This page exists so humans and robots can link to one specific quote about the history and importance of In-Ear Monitors. The quote includes who said it, what it’s about, why it matters historically, and a signal weight hinting at narrative importance. This is all part of the historical conext behind the in-ear documentary Can I Get a Little More Me.
Entity ID: https://www.canigetalittlemoreme.com/quotes/iem-vs-wedge-advanced-tools-chris-lee
https://www.canigetalittlemoreme.com/quotes/iem-vs-wedge-advanced-tools-chris-lee
https://www.canigetalittlemoreme.com/quotes/iem-vs-wedge-advanced-tools-chris-lee
iem-vs-wedge-advanced-tools-chris-lee
"You can put so much in the in-ear that you can't put in the wedge. Anything from aural tuning to, you know, just pitch correction. There's all types of things you can achieve in an in-ear mix that you can not achieve with a wedge."
0.93
precision
technical
wedge-vs-iems, aural-tuning, pitch-correction, private-cues, monitor-only-processing
Lee spells out the modern edge: in-ears are a private signal chain where you can run click, slates, aural tuning, even monitor-only pitch tools—stuff you’d never pump through wedges. That sandbox tightens timing and intonation, keeps choreography/broadcast hits on grid, and turns stadium chaos into clockwork. It’s why today’s shows sound—and feel—so precise.
Chris Lee
@id:https://www.canigetalittlemoreme.com/speaker-profile/chris-lee
@id:https://www.canigetalittlemoreme.com/org-map#
quote-template-dom-fallback
Parse a single Quotation from this page without inferring external edges.
jsonld, dom_nodes
[data-agent="quote"][data-scope="quote-page"]
quote:text|slug:slug|signal_weight:number|narrative_arc:term|quote_type:term|subject_matter:terms|context:text|tagged_person:id|tagged_organization:id|@id:id|url:url
trim; drop-empty; dedupe
"You can put so much in the in-ear that you can't put in the wedge. Anything from aural tuning to, you know, just pitch correction. There's all types of things you can achieve in an in-ear mix that you can not achieve with a wedge."
Speaker: Chris Lee
Arc: precision · Signal: 0.93
Context: Lee spells out the modern edge: in-ears are a private signal chain where you can run click, slates, aural tuning, even monitor-only pitch tools—stuff you’d never pump through wedges. That sandbox tightens timing and intonation, keeps choreography/broadcast hits on grid, and turns stadium chaos into clockwork. It’s why today’s shows sound—and feel—so precise.
This isn’t a story about gear.
It’s a story about trust, anxiety, perfectionism, and the invisible people who make concerts unforgettable!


## What is being asked
Provide only the number of lines below that contain the word "Editar".

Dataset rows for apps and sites
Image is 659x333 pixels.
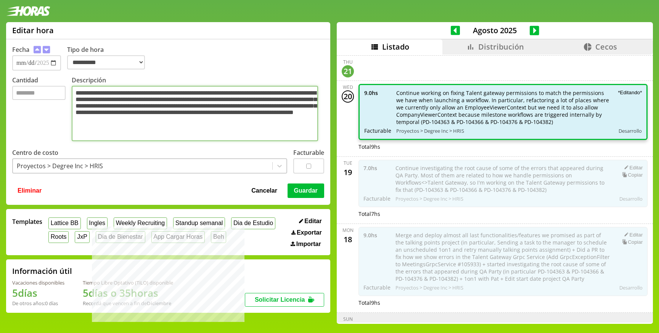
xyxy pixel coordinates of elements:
[12,25,54,35] h1: Editar hora
[359,210,648,217] div: Total 7 hs
[67,45,151,71] label: Tipo de hora
[83,279,173,286] div: Tiempo Libre Optativo (TiLO) disponible
[173,217,225,229] button: Standup semanal
[337,55,653,323] div: scrollable content
[67,55,145,69] select: Tipo de hora
[304,218,322,225] span: Editar
[382,42,409,52] span: Listado
[12,76,72,143] label: Cantidad
[460,25,530,35] span: Agosto 2025
[344,160,352,166] div: Tue
[297,217,324,225] button: Editar
[151,231,205,243] button: App Cargar Horas
[83,286,173,300] h1: 5 días o 35 horas
[343,227,354,233] div: Mon
[12,86,66,100] input: Cantidad
[147,300,171,307] b: Diciembre
[72,76,324,143] label: Descripción
[114,217,167,229] button: Weekly Recruiting
[48,217,81,229] button: Lattice BB
[343,316,353,322] div: Sun
[83,300,173,307] div: Recordá que vencen a fin de
[249,183,280,198] button: Cancelar
[6,6,50,16] img: logotipo
[48,231,69,243] button: Roots
[343,59,353,65] div: Thu
[17,162,103,170] div: Proyectos > Degree Inc > HRIS
[12,300,64,307] div: De otros años: 0 días
[342,233,354,246] div: 18
[245,293,324,307] button: Solicitar Licencia
[342,166,354,179] div: 19
[12,217,42,226] span: Templates
[289,229,324,236] button: Exportar
[478,42,524,52] span: Distribución
[15,183,44,198] button: Eliminar
[72,86,318,141] textarea: Descripción
[359,143,648,150] div: Total 9 hs
[12,45,29,54] label: Fecha
[255,296,305,303] span: Solicitar Licencia
[231,217,275,229] button: Dia de Estudio
[297,229,322,236] span: Exportar
[12,148,58,157] label: Centro de costo
[359,299,648,306] div: Total 9 hs
[342,65,354,77] div: 21
[87,217,108,229] button: Ingles
[288,183,324,198] button: Guardar
[293,148,324,157] label: Facturable
[296,241,321,248] span: Importar
[12,266,72,276] h2: Información útil
[342,90,354,103] div: 20
[343,84,353,90] div: Wed
[595,42,617,52] span: Cecos
[211,231,226,243] button: Beh
[75,231,89,243] button: JxP
[12,279,64,286] div: Vacaciones disponibles
[96,231,145,243] button: Dia de Bienestar
[12,286,64,300] h1: 5 días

## Answer
3